GitLens is what everyone recommends when you ask how to see git blame in VS Code. It’s been around since 2017, it’s actively maintained, and it’s genuinely good. There’s a reason it has millions of installs.
This isn’t a post saying GitLens is bad. It’s not.
It’s a post about a different extension that’s going in a different direction — simpler, more focused — and that might fit your workflow better depending on what you’re actually after.
GitLens does a lot
GitLens wants to be a full git client inside VS Code. Commit graph, worktrees, interactive rebase, AI explanations, multiple side panels, hundreds of settings. If you use all of that, it’s an incredible tool.
But if you only need blame and file history, you’re loading a lot of stuff you’re not using. It runs on startup, keeps background processes going, and has a real memory footprint. On a big repo or a slower machine, that adds up.
That’s not a criticism — it’s just a different set of trade-offs than what I was looking for.
What Don’t Git Lost does instead
Don’t Git Lost is built around one question: what happened to this file, and why?
Right now it focuses on three things, and each one is sharp:
Inline blame — a quiet annotation at the end of whatever line your cursor’s on. Author, time, commit message. No setup needed.

Commit hover card — hover the annotation and you get the full picture: author photo, full commit message, exact date, a link to the commit, and — when it was part of a PR — a link straight to the PR.

Time-travel navigation — toolbar buttons to step through every commit that touched the current file, with a gutter overlay or a diff editor showing exactly what changed.


No commit graph, no background scanning, no paid tier. The extension is growing — but always toward useful and focused, not toward more panels and settings.
How it feels to use
Move your cursor to any line → blame shows up.
Hover it → commit card with the PR link right there.
Click the PR → full context in the browser: description, screenshots, the whole discussion around why that change was made.
Or just stay in the editor: hit ← in the toolbar to walk back through the file’s history one commit at a time, with a gutter overlay showing what that commit changed. Same tab the whole time, no mess of open editors.
It takes seconds and you don’t lose your place.
It’s much lighter
Don’t Git Lost is lazy on purpose. Blame runs on cursor movement. The toolbar only loads history when you click it. Nothing happens at startup. Nothing scans your repo in the background.
If you’ve felt GitLens adding weight to your VS Code, this is a noticeably different experience.
It might be for you if…
- You want inline blame without a full git client
- The question you keep asking is “why does this line look like this?”
- You prefer tools that do one thing really well and keep getting better at it
- You want the PR link right there when you hover
Install Don’t Git Lost from the VS Code Marketplace or Open VSX. Free, works out of the box.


Scan the records for the word "ffffff". Copy each line that includes it.

** Opening Record excerpts block **

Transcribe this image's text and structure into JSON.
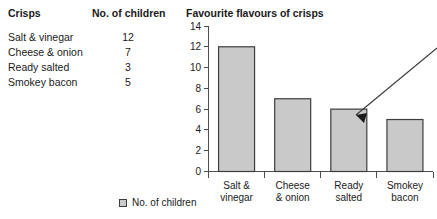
{
  "table": {
    "headers": [
      "Crisps",
      "No. of children"
    ],
    "rows": [
      {
        "flavour": "Salt & vinegar",
        "count": "12"
      },
      {
        "flavour": "Cheese & onion",
        "count": "7"
      },
      {
        "flavour": "Ready salted",
        "count": "3"
      },
      {
        "flavour": "Smokey bacon",
        "count": "5"
      }
    ]
  },
  "legend": {
    "swatch_color": "#c9c9c9",
    "label": "No. of children"
  },
  "annotation": {
    "name": "pointer-arrow",
    "points_to": "Ready salted bar"
  },
  "chart_data": {
    "type": "bar",
    "title": "Favourite flavours of crisps",
    "categories": [
      "Salt &\nvinegar",
      "Cheese\n& onion",
      "Ready\nsalted",
      "Smokey\nbacon"
    ],
    "category_lines": [
      [
        "Salt &",
        "vinegar"
      ],
      [
        "Cheese",
        "& onion"
      ],
      [
        "Ready",
        "salted"
      ],
      [
        "Smokey",
        "bacon"
      ]
    ],
    "values": [
      12,
      7,
      6,
      5
    ],
    "series": [
      {
        "name": "No. of children",
        "values": [
          12,
          7,
          6,
          5
        ]
      }
    ],
    "xlabel": "",
    "ylabel": "",
    "ylim": [
      0,
      14
    ],
    "yticks": [
      0,
      2,
      4,
      6,
      8,
      10,
      12,
      14
    ],
    "ytick_labels": [
      "0",
      "2",
      "4",
      "6",
      "8",
      "10",
      "12",
      "14"
    ],
    "grid": false,
    "legend_position": "bottom-left",
    "bar_color": "#c9c9c9",
    "bar_edge_color": "#3d3d3d"
  }
}
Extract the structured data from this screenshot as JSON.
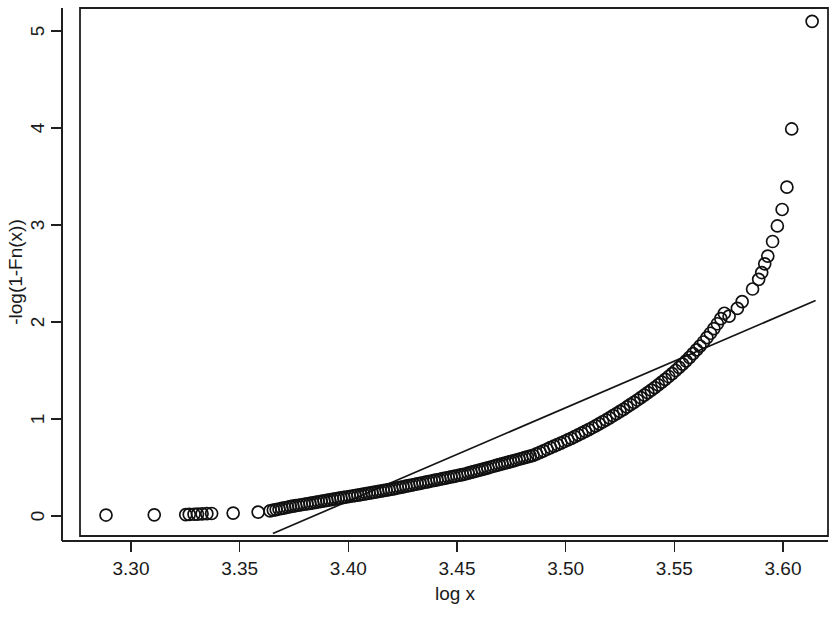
{
  "chart_data": {
    "type": "scatter",
    "title": "",
    "xlabel": "log x",
    "ylabel": "-log(1-Fn(x))",
    "xlim": [
      3.277,
      3.622
    ],
    "ylim": [
      -0.19,
      5.45
    ],
    "xticks": [
      3.3,
      3.35,
      3.4,
      3.45,
      3.5,
      3.55,
      3.6
    ],
    "xtick_labels": [
      "3.30",
      "3.35",
      "3.40",
      "3.45",
      "3.50",
      "3.55",
      "3.60"
    ],
    "yticks": [
      0,
      1,
      2,
      3,
      4,
      5
    ],
    "ytick_labels": [
      "0",
      "1",
      "2",
      "3",
      "4",
      "5"
    ],
    "grid": false,
    "legend": null,
    "marker": "open-circle",
    "marker_size": 7.6,
    "point_color": "#111111",
    "line_color": "#151515",
    "background": "#ffffff",
    "frame": "box",
    "series": [
      {
        "name": "empirical exceedance",
        "type": "scatter",
        "x": [
          3.2885,
          3.3107,
          3.3252,
          3.3268,
          3.329,
          3.3306,
          3.3327,
          3.3349,
          3.3371,
          3.347,
          3.3585,
          3.364,
          3.3655,
          3.3668,
          3.3681,
          3.3694,
          3.3707,
          3.372,
          3.3733,
          3.3745,
          3.3758,
          3.3771,
          3.3784,
          3.3797,
          3.381,
          3.3823,
          3.3836,
          3.3849,
          3.3862,
          3.3875,
          3.3888,
          3.3901,
          3.3914,
          3.3927,
          3.394,
          3.3953,
          3.3966,
          3.3979,
          3.3992,
          3.4005,
          3.4018,
          3.4031,
          3.4044,
          3.4057,
          3.407,
          3.4083,
          3.4096,
          3.4109,
          3.4122,
          3.4135,
          3.4148,
          3.4161,
          3.4174,
          3.4187,
          3.42,
          3.4213,
          3.4226,
          3.4239,
          3.4252,
          3.4265,
          3.4278,
          3.4291,
          3.4304,
          3.4317,
          3.433,
          3.4343,
          3.4356,
          3.4369,
          3.4382,
          3.4395,
          3.4408,
          3.4421,
          3.4434,
          3.4447,
          3.446,
          3.4473,
          3.4486,
          3.4499,
          3.4512,
          3.4525,
          3.4538,
          3.4551,
          3.4564,
          3.4577,
          3.459,
          3.4603,
          3.4616,
          3.4629,
          3.4642,
          3.4655,
          3.4668,
          3.4681,
          3.4694,
          3.4707,
          3.472,
          3.4733,
          3.4746,
          3.4759,
          3.4772,
          3.4785,
          3.4798,
          3.4811,
          3.4824,
          3.4837,
          3.485,
          3.4866,
          3.4882,
          3.4898,
          3.4914,
          3.493,
          3.4946,
          3.4962,
          3.4978,
          3.4994,
          3.501,
          3.5026,
          3.5042,
          3.5058,
          3.5074,
          3.509,
          3.5106,
          3.5122,
          3.5138,
          3.5154,
          3.517,
          3.5186,
          3.5202,
          3.5218,
          3.5234,
          3.525,
          3.5266,
          3.5282,
          3.5298,
          3.5314,
          3.533,
          3.5346,
          3.5362,
          3.5378,
          3.5394,
          3.541,
          3.5426,
          3.5442,
          3.5458,
          3.5474,
          3.549,
          3.5506,
          3.5522,
          3.5538,
          3.5554,
          3.557,
          3.5586,
          3.5602,
          3.5618,
          3.5634,
          3.565,
          3.5666,
          3.5682,
          3.5698,
          3.5714,
          3.573,
          3.5752,
          3.579,
          3.5812,
          3.586,
          3.5888,
          3.5902,
          3.5916,
          3.593,
          3.5952,
          3.5974,
          3.5996,
          3.6018,
          3.604,
          3.6134
        ],
        "y": [
          0.01,
          0.012,
          0.014,
          0.016,
          0.018,
          0.02,
          0.022,
          0.024,
          0.026,
          0.03,
          0.04,
          0.052,
          0.06,
          0.066,
          0.072,
          0.078,
          0.084,
          0.09,
          0.096,
          0.101,
          0.106,
          0.111,
          0.116,
          0.121,
          0.126,
          0.131,
          0.136,
          0.141,
          0.146,
          0.151,
          0.156,
          0.161,
          0.166,
          0.171,
          0.176,
          0.181,
          0.186,
          0.191,
          0.196,
          0.201,
          0.206,
          0.211,
          0.216,
          0.221,
          0.226,
          0.231,
          0.236,
          0.241,
          0.246,
          0.251,
          0.256,
          0.261,
          0.266,
          0.271,
          0.277,
          0.283,
          0.289,
          0.295,
          0.301,
          0.307,
          0.313,
          0.319,
          0.325,
          0.331,
          0.337,
          0.343,
          0.349,
          0.355,
          0.361,
          0.367,
          0.373,
          0.379,
          0.385,
          0.391,
          0.397,
          0.403,
          0.409,
          0.415,
          0.421,
          0.427,
          0.433,
          0.441,
          0.449,
          0.457,
          0.465,
          0.473,
          0.481,
          0.489,
          0.497,
          0.505,
          0.513,
          0.521,
          0.529,
          0.537,
          0.545,
          0.553,
          0.561,
          0.569,
          0.577,
          0.585,
          0.593,
          0.601,
          0.609,
          0.617,
          0.625,
          0.64,
          0.656,
          0.672,
          0.688,
          0.704,
          0.72,
          0.736,
          0.752,
          0.768,
          0.784,
          0.8,
          0.818,
          0.836,
          0.854,
          0.872,
          0.89,
          0.91,
          0.93,
          0.95,
          0.97,
          0.99,
          1.012,
          1.034,
          1.056,
          1.078,
          1.1,
          1.124,
          1.148,
          1.172,
          1.196,
          1.22,
          1.246,
          1.272,
          1.298,
          1.324,
          1.352,
          1.38,
          1.408,
          1.438,
          1.468,
          1.5,
          1.532,
          1.566,
          1.6,
          1.636,
          1.674,
          1.712,
          1.752,
          1.794,
          1.838,
          1.884,
          1.932,
          1.982,
          2.034,
          2.09,
          2.06,
          2.14,
          2.21,
          2.34,
          2.44,
          2.51,
          2.6,
          2.68,
          2.83,
          2.99,
          3.16,
          3.39,
          3.99,
          5.1
        ]
      },
      {
        "name": "fitted exponential line",
        "type": "line",
        "x": [
          3.3653,
          3.615
        ],
        "y": [
          -0.18,
          2.222
        ]
      }
    ]
  },
  "axes": {
    "x_title": "log x",
    "y_title": "-log(1-Fn(x))"
  }
}
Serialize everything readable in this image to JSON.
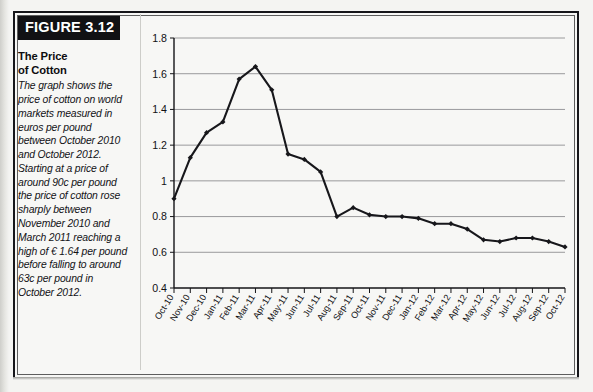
{
  "figure": {
    "tag": "FIGURE 3.12",
    "title_line1": "The Price",
    "title_line2": "of Cotton",
    "caption": "The graph shows the price of cotton on world markets measured in euros per pound between October 2010 and October 2012. Starting at a price of around 90c per pound the price of cotton rose sharply between November 2010 and March 2011 reaching a high of € 1.64 per pound before falling to around 63c per pound in October 2012."
  },
  "chart_data": {
    "type": "line",
    "title": "The Price of Cotton",
    "xlabel": "",
    "ylabel": "",
    "ylim": [
      0.4,
      1.8
    ],
    "ytick_step": 0.2,
    "grid": true,
    "legend": "none",
    "units": "euros per pound",
    "ytick_labels": [
      "1.8",
      "1.6",
      "1.4",
      "1.2",
      "1",
      "0.8",
      "0.6",
      "0.4"
    ],
    "categories": [
      "Oct-10",
      "Nov-10",
      "Dec-10",
      "Jan-11",
      "Feb-11",
      "Mar-11",
      "Apr-11",
      "May-11",
      "Jun-11",
      "Jul-11",
      "Aug-11",
      "Sep-11",
      "Oct-11",
      "Nov-11",
      "Dec-11",
      "Jan-12",
      "Feb-12",
      "Mar-12",
      "Apr-12",
      "May-12",
      "Jun-12",
      "Jul-12",
      "Aug-12",
      "Sep-12",
      "Oct-12"
    ],
    "values": [
      0.9,
      1.13,
      1.27,
      1.33,
      1.57,
      1.64,
      1.51,
      1.15,
      1.12,
      1.05,
      0.8,
      0.85,
      0.81,
      0.8,
      0.8,
      0.79,
      0.76,
      0.76,
      0.73,
      0.67,
      0.66,
      0.68,
      0.68,
      0.66,
      0.63
    ],
    "annotations": {
      "high": "€ 1.64 per pound",
      "start": "around 90c per pound",
      "end": "around 63c per pound"
    }
  }
}
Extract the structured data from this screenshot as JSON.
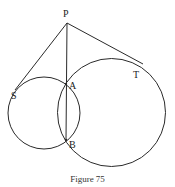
{
  "figure": {
    "caption": "Figure 75",
    "colors": {
      "stroke": "#2a2a2a",
      "background": "#ffffff"
    },
    "points": {
      "P": {
        "label": "P",
        "x": 67,
        "y": 23
      },
      "A": {
        "label": "A",
        "x": 66,
        "y": 84
      },
      "B": {
        "label": "B",
        "x": 66,
        "y": 140
      },
      "S": {
        "label": "S",
        "x": 15,
        "y": 90
      },
      "T": {
        "label": "T",
        "x": 143,
        "y": 64
      }
    },
    "circles": [
      {
        "name": "small-circle",
        "cx": 44,
        "cy": 113,
        "r": 36
      },
      {
        "name": "large-circle",
        "cx": 111.5,
        "cy": 112.5,
        "r": 54
      }
    ],
    "segments": [
      {
        "name": "PS",
        "from": "P",
        "to": "S"
      },
      {
        "name": "PT",
        "from": "P",
        "to": "T"
      },
      {
        "name": "PB",
        "from": "P",
        "to": "B"
      }
    ]
  }
}
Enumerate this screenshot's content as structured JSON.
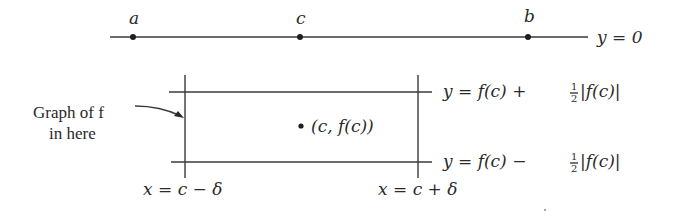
{
  "number_line": {
    "points": [
      {
        "name": "a",
        "label": "a"
      },
      {
        "name": "c",
        "label": "c"
      },
      {
        "name": "b",
        "label": "b"
      }
    ],
    "axis_label": "y = 0"
  },
  "box": {
    "upper_label_prefix": "y = f(c) + ",
    "lower_label_prefix": "y = f(c) − ",
    "fraction_num": "1",
    "fraction_den": "2",
    "abs_term": "|f(c)|",
    "left_label": "x = c − δ",
    "right_label": "x = c + δ",
    "center_point_label": "(c, f(c))"
  },
  "annotation": {
    "line1": "Graph of f",
    "line2": "in here"
  }
}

** Closing Record excerpts block **

- Task solution
    "background": "#ffffff",
      "background": "#ffffff"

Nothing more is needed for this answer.